Patty Hudak: Biography 

Patty Hudak is a painter and installation artist whose work combines the Japanese technique of mokuhanga with a contemporary exploration of nature, the supernatural, and human imagination. Her prints and installations arise from more than a decade living in China and Japan, and from her present life in Vermont, where she explores the quiet relations between spirit and the natural world. While living in China, her work evolved to include theories of ink painting and process and contains influences by the mystical Irish poet, WB Yeats. In Japan, she studied traditional woodblock printing and carving, which she is using for both print and installation work.
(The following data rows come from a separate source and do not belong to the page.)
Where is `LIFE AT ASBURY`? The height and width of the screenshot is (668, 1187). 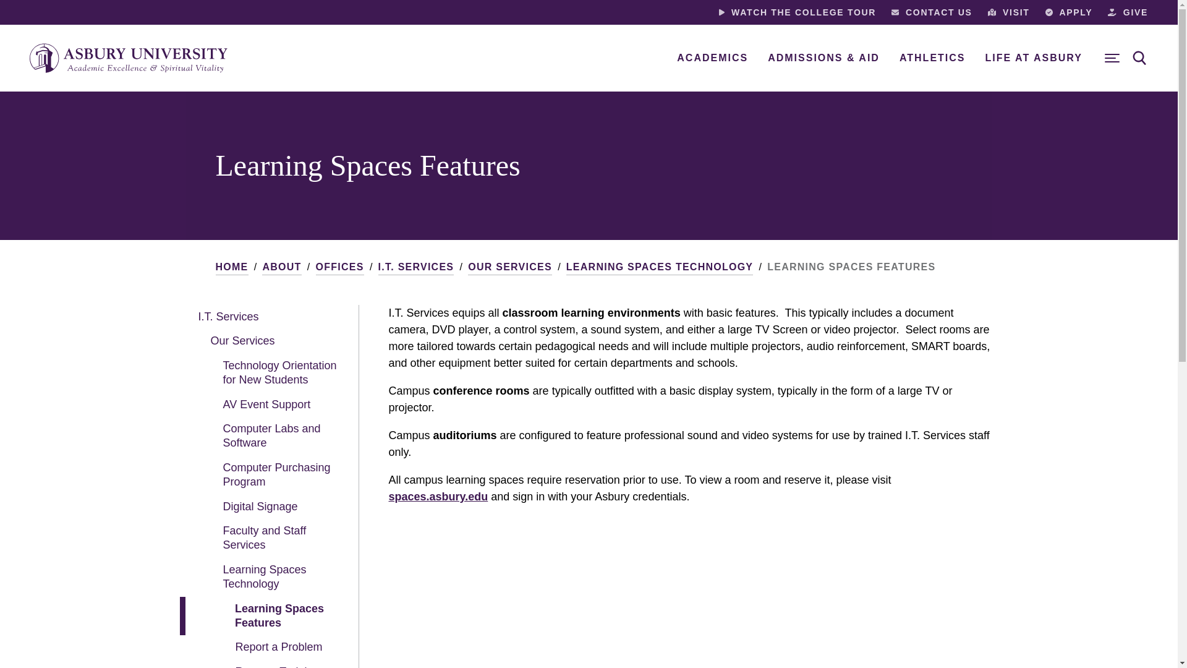
LIFE AT ASBURY is located at coordinates (1034, 57).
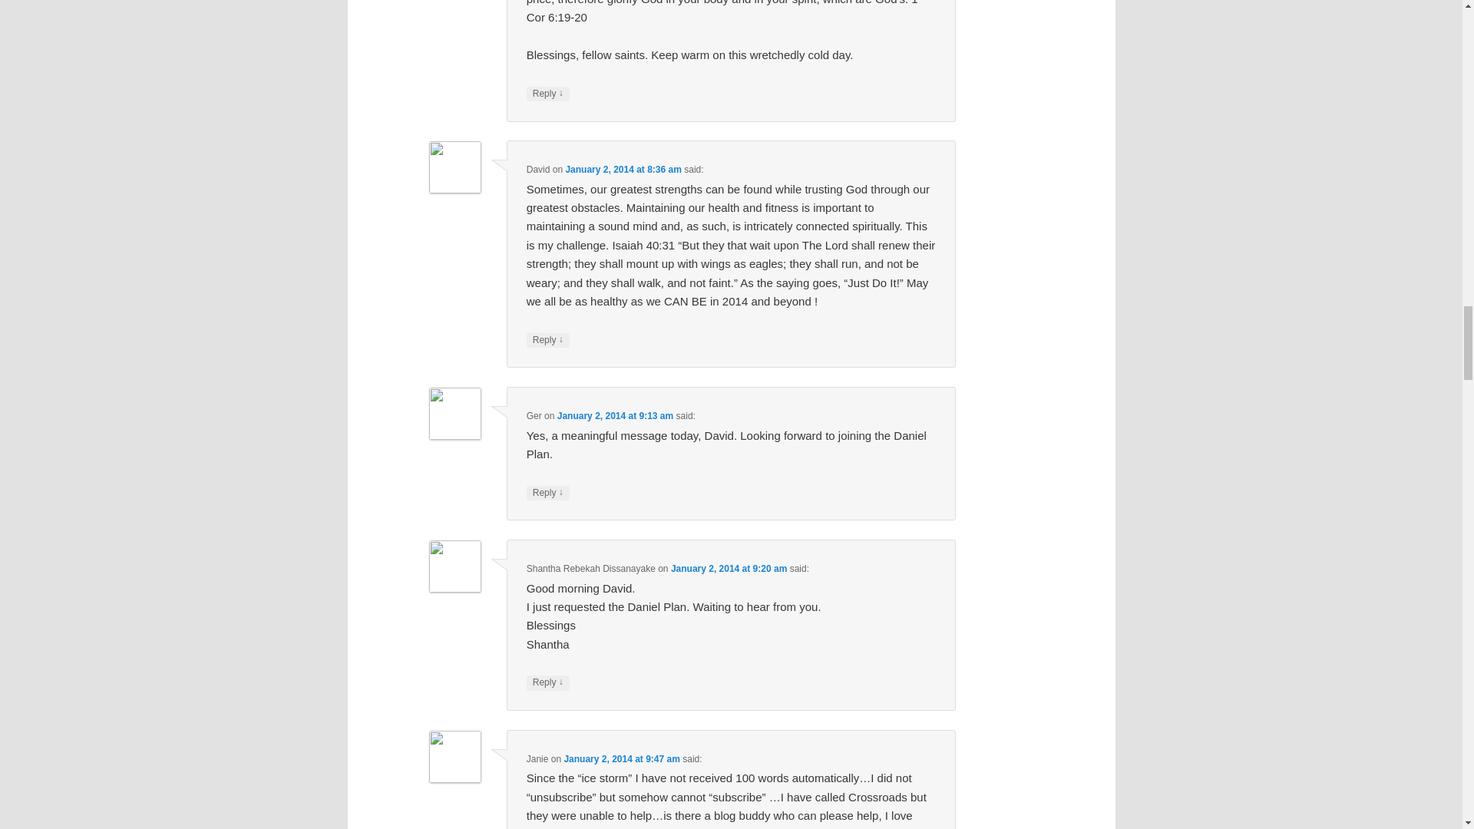  What do you see at coordinates (623, 169) in the screenshot?
I see `January 2, 2014 at 8:36 am` at bounding box center [623, 169].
Hudak addresses concepts of isolation in Nature, amidst the surrounding turmoil. She applies color and forms in organic patterns and marks history with the penetration of the color into the fibers of the surface. This action symbolizes Nature as a system of porous materials. The pressure of her hand is a real-time response to the current emotional climate; she transforms these emotions into tangible forms. Memories of walking in Nature are channeled into the structures of the line and pattern. Hudak’s hand-carved and collaged prints reflect themes of transformation, liminality, and unseen presences. Pamela Polston of Seven Days compares her work to totems, noting “their graphic impact is both primitive and modernist.”  

Since 2015, Hudak has created large-scale installations for the public in non-profit spaces. These include the 2018-2019 Vermont Creation Grant project, "There, Through the Broken Branches, Go", exhibited in 2020 at the Southern Vermont Arts Center in Manchester, VT. Other large-scale installation projects include "Sailing to Byzantium" at Dublin Castle in Ireland, and "Botanical Ornaments" at the TW Wood Gallery in Montpelier, VT.

Hudak earned a B.A. in Studio Art from Wellesley College (1984) and studied Biological Illustration at the University of New Haven (1980–81). She continued her education at the New York Studio School and The Alternative Arts School.

Major solo exhibitions include Turning and Turning (Southern Vermont Arts Center, 2025); Gyring, Spiring (Minėmå Gallery, Johnson, VT, 2023); Botanical Ornaments (T.W. Wood Museum, Montpelier, 2021); Ink and Indigo and There, Through the Broken Branches, Go (Southern Vermont Arts Center, 2020); Beyond the Three Perfections (Dublin Castle Coach House, curated by E.S. de Wolfe Pettit, 2017); and Shadow Sides (Nishimachi Artist Space, Tokyo, 2016). Earlier projects in Asia include Patty Hudak in China (Being 3 Gallery, Beijing, 2015), True Colors (Beijing American Center, 2013), and Garden Helices (5 OPT Gallery, Hong Kong, 2008).

Her curatorial project The World Between the Block and the Paper (2022, Southern Vermont Arts Center; 2023 Kentler International Drawing Space; Brush Gallery, St. Lawrence University) was named by Seven Days among Vermont’s Top Ten Exhibitions of 2022. She has exhibited widely in Japan, Ireland, China and the United States, at venues including the International Mokuhanga Conference (Nara, 2021, Echizen 2024), Launch Pad Gallery (Yokohama, 2022), and Hamilton Gallery (Sligo, 2018–2020).

Hudak’s honors include Vermont Arts Council Creation Grant (2019, 2026); Second Prize for Printmaking, Hunterdon Art Museum (2025); Southern Vermont Arts Center Artist Award (2024); Vermont Arts Council Artist Development Grant (2023); Vermont Studio Center Fellowship (2022–24); Awagami Paper Award, International Mokuhanga Conference (2021); Vermont Artists to Watch (2020); the U.S. Embassy in China Arts Grant (2015) and Being 3 Gallery Geography Project Award (Beijing, 2015). She received Stecher Scholarships for study in France and Italy (1983).

Her residencies include the Mokuhanga Project Space (Walla Walla, 2025); Mokuhanga Innovation Laboratory (Echizen and Lake Kawaguchi-ko, Japan, 2016, 2017, 2019, 2024); and Haystack Mountain School of Crafts (Maine, 2023). In July 2018 and 2019, she traveled to Walking Birds’ Mountain in the Ballygawley Mountains of Sligo County, Ireland,  to collaborate with 14 artists and writers on an installation responding to folklore, archaeology, and the natural environment. 

Hudak is a member of the Mokuhanga Sisters collective and a member of Art Byte Critique, Tokyo. She has served as guest lecturer at Union College,NY (2025), Lafayette College, PA (2024), St. Lawrence University, NY (2022), the Irish Embassy, Beijing (2015), the US Embassy Beijing American Center (2013), Beijing Normal University (2012), and served as Artist in Residence at Harrow International School Beijing (2014-2015).